“That’s an awfully cold-blooded way of looking at marriage,” I remonstrated.
“Is it?” she asked indifferently. “Well, youve been telling me I’m cold-blooded anyway. I may as well be cold-blooded profitably.”
“If that’s the way you feel I don’t understand what we’re doing here at this moment. I’d have thought you’d have picked a more profitable lover.”
She was unruffled. “You didnt think about it at all. If you had, you would have seen I could hardly encourage any of the men from the class into which I intend to marry. Great ladies can laugh at gossip, but the faintest whisper about someone like me would be damaging. Scandal would be unavoidable if I appeared to be anything in this house but a chilly prude.”
An appearance not too deceitful, I considered, sickly jealous at the thought of men who might have been in my place if they had been as anonymous, as inconsequential as I. But this writhing jealousy was little more painful than my frustration at having been made a convenience, a trial experiment. Almost anyone of equal unimportance, anyone who was not a fellow-servant or a familiar in the house would have done as well as I, anyone unlikely ever to come face to face with Mrs Smythe, much less talk to her.
Looking back, trying to recapture for a moment that vanished past, I have a sad, quizzical welling of pity for the girl Tirzah and the boy Hodge. How gravely we took our moral and political differences; how lightly the flying moments of union. We said and did all the wrong things, all the things which fostered the antagonism between us and none of the things which might have softened our youthful self-assurance. We wrangled and argued: Dewey and Lewis, Whig versus Populist, materialist against idealist, reality opposing principle. It all seems so futile now; it all appeared so vital then.
Added to the almost unanimous distrust and hatred of all foreigners in the United States, we regarded the Confederates in particular as the cause of all our misfortunes. We not only blamed and feared them, but looked upon them as sinister, so Populist orators had a ready-made response every time they referred to the Whigs as Southron tools.
Contrary to the accepted view in the United States, I was sure the victors in the War of Southron Independence had been men of the highest probity, and the noblest among them was their second president. Yet I also knew that immediately after the Peace of Richmond less dedicated individuals became increasingly powerful in the new nation. As Sir John Dahlberg remarked, “Power tends to corrupt.”
From his first election in 1865 until his death ten years later, President Lee had been the prisoner of an increasingly strong and imperialistic congress. He had opposed the invasion and conquest of Mexico by the Confederacy, undertaken on the pretext of restoring order during the conflict between the republicans and the emperor. However he had too profound a respect for the constitutional processes to continue this opposition in the face of joint resolutions by the Confederate House and Senate.
Lee remained a symbol, but as the generation which had fought for independence died, the ideals he symbolized faded. Negro emancipation, enacted largely because of pressure from men like Lee, soon revealed itself as a device for obtaining the benefits of slavery without its obligations. The freedmen on both sides of the new border were without franchise, and for all practical purposes without civil rights. Yet while the old Union first restricted and then abolished immigration, the Confederacy encouraged it, making the newcomers subjects like the Latin-Americans who made up so much of the Southron population after the Confederacy expanded southward, limiting full citizenship to posterity of enfranchised residents in the Confederate States on July Fourth 1864.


Directions for this task:
Work out how many lines in the material beneath contain "knowledge". Give only that number.

Dataset:
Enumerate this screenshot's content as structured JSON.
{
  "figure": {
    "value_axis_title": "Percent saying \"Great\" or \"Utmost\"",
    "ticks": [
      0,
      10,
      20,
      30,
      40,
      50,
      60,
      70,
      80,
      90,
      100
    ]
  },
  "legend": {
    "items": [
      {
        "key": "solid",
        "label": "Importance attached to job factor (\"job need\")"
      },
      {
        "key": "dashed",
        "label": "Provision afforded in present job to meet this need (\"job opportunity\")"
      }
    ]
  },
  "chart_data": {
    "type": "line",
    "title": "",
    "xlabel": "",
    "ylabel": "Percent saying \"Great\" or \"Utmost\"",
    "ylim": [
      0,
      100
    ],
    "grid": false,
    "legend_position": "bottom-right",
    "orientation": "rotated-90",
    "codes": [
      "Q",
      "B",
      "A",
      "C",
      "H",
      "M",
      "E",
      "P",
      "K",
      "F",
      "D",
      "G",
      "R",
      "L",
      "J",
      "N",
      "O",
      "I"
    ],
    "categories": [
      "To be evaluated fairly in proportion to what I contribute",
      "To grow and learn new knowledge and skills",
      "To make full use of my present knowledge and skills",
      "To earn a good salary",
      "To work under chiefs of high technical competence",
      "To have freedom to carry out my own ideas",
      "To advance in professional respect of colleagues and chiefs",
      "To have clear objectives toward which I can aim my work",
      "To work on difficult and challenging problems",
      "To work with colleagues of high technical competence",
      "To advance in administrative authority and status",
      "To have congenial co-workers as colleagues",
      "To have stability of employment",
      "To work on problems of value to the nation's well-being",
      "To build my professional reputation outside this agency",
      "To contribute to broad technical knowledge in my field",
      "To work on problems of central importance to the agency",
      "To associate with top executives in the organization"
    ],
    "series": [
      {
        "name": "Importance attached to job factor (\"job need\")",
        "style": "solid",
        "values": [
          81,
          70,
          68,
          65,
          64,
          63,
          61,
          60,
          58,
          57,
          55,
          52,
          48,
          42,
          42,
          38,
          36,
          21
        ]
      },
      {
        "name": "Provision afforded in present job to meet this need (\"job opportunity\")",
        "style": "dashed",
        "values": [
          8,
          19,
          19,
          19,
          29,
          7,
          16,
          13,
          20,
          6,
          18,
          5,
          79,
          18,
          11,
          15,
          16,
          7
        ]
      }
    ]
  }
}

---

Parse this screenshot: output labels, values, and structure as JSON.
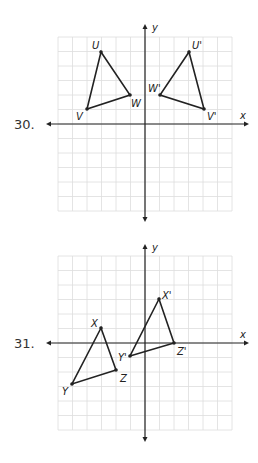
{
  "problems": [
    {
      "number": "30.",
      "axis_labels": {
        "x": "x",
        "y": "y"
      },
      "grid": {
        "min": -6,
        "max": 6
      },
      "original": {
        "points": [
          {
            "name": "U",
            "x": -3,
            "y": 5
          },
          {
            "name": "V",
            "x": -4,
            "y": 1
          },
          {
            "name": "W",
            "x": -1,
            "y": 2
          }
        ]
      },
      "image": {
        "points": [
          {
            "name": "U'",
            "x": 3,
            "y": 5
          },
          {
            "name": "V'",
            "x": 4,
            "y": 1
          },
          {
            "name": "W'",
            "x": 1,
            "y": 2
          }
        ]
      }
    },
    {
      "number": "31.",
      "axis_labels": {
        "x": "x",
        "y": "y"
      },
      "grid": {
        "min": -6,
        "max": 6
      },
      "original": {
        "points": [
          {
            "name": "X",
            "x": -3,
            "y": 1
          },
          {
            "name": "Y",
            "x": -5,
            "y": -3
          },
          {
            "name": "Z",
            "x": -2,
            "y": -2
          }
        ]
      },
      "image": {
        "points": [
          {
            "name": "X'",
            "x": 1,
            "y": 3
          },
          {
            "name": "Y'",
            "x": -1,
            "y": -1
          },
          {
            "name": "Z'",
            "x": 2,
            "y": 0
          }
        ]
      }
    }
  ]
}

Written response:
3